You found a tick on your dog. Take a breath — you have time. Most blacklegged ticks need to be attached for 24+ hours to transmit Lyme disease, and removing the tick correctly is the single most important thing you can do right now. Here’s how to do it safely, in 5 minutes, with what you probably already have at home.
The 5-Step Removal (Do This Now)
- Get fine-tipped tweezers (sharp eyebrow tweezers work, or a dedicated tick-removal tool like a Tick Twister or TickKey).
- Part the fur around the tick so you can see the skin. Have someone hold your dog still or distract them with treats.
- Grasp the tick as close to the skin as possible — at the head, not the body. The body is full of fluid you don’t want to squeeze.
- Pull straight up with slow, steady pressure. No twisting. No jerking. The tick will release after 5–15 seconds.
- Clean the bite with rubbing alcohol or soap and water. Wash your hands. Save the tick in a sealed plastic bag with a damp paper towel — your vet may want to identify the species.
Do NOT Do These Things (Old Wives’ Tales That Cause Harm)
- Do not apply Vaseline, nail polish, soap, or oil to suffocate the tick — this makes it regurgitate stomach contents into your dog, increasing disease risk.
- Do not use a hot match. Same problem, plus burn risk.
- Do not twist or jerk. The mouthparts can break off and stay in the skin.
- Do not grab the tick’s body — squeezing forces fluids into your dog.
- Do not use your fingers — both the tick and any bacteria it carries can get on your skin.
What If the Head Stays Behind?
It happens. If a small black dot remains in the skin after you pull the tick body off, leave it alone. The skin will work it out on its own in a few days, like a splinter. Don’t dig at it — that causes more inflammation and infection risk than the splinter itself. Watch for signs of infection (redness spreading, pus, heat) and call your vet if anything worsens after 48 hours.
When to Call Your Vet
Call your veterinarian if any of the following apply:
- The tick was attached for more than 24 hours (Lyme transmission window)

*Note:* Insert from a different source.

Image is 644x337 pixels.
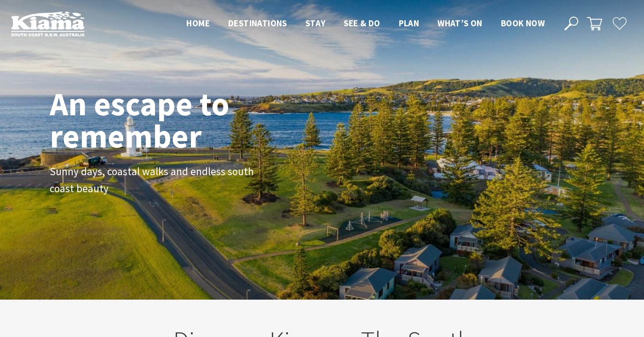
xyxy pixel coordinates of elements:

- You see a bullseye-shaped rash around the bite
- Your dog develops fever, lethargy, lameness, joint stiffness, or loss of appetite within days or weeks
- The bite area becomes red, swollen, warm, or oozing
- You found multiple ticks (high exposure)
- You’re in an Ontario tick hotspot (Oak Ridges Moraine, Rouge Park, Bronte Creek, etc.) and want a Lyme test
Many vets offer a 4DX SNAP test that screens for Lyme, ehrlichiosis, anaplasmosis, and heartworm in 8 minutes. If you’re in an Ontario tick hotspot, this is a sensible annual test even without a known bite.
Where Ticks Hide on Dogs (Where to Check Every Walk)
Ticks prefer warm, hidden spots where the skin is thin and they won’t be groomed off easily. After every walk in tall grass, woods, or anywhere off the paved path, check these zones:
- Inside and behind the ears
- Around the eyelids
- Under the collar
- In the armpits
- Between the toes and around the paw pads
- Around the tail base and groin
- At the base of the head and neck
Run your hands slowly through the fur, feeling for small bumps. An unfed tick is the size of a sesame seed; an engorged one is closer to a small pea or grape.
Lyme Disease in Ontario Dogs — What You Need to Know
Lyme disease in Ontario dogs is a real and growing risk. The blacklegged tick (Ixodes scapularis) is now established across most of southern Ontario — including every GTA city. Ticks must typically be attached for 24+ hours to transmit Lyme bacteria, which is why fast removal matters.
Symptoms in dogs typically appear 2–5 months after the bite and can include: shifting-leg lameness, lethargy, fever, swollen lymph nodes, and loss of appetite. Up to 95% of infected dogs may be asymptomatic. Treatment with doxycycline is highly effective when caught early.
The Ontario regions with the highest tick density: Oak Ridges Moraine, Rouge National Urban Park, Bronte Creek, Dundas Valley, the Niagara Peninsula, and most of cottage country. See our Lyme disease risk areas Ontario 2026 guide for the full map.
How to Stop Finding Ticks on Your Dog (Yard Prevention)
The single highest-leverage thing you can do is reduce the tick population in the place your dog spends the most time — your yard. Combine these strategies:
- Keep grass short (under 4 inches). Ticks need humidity and shade to survive.
- Remove leaf litter at lawn edges. This is where ticks overwinter.
- Create a 3-foot wood chip or gravel barrier between your lawn and any wooded area or tall grass.
- Trim shrubs and clear deer trails or brush piles.
- Use a vet-prescribed monthly tick preventative on your dog (oral or topical).
- Apply professional tick barrier spray to your yard. BuzzSkito’s 5-spray season program targets ticks where they actually live — leaf litter, lawn edges, fence lines — and reduces yard tick populations by 90%+.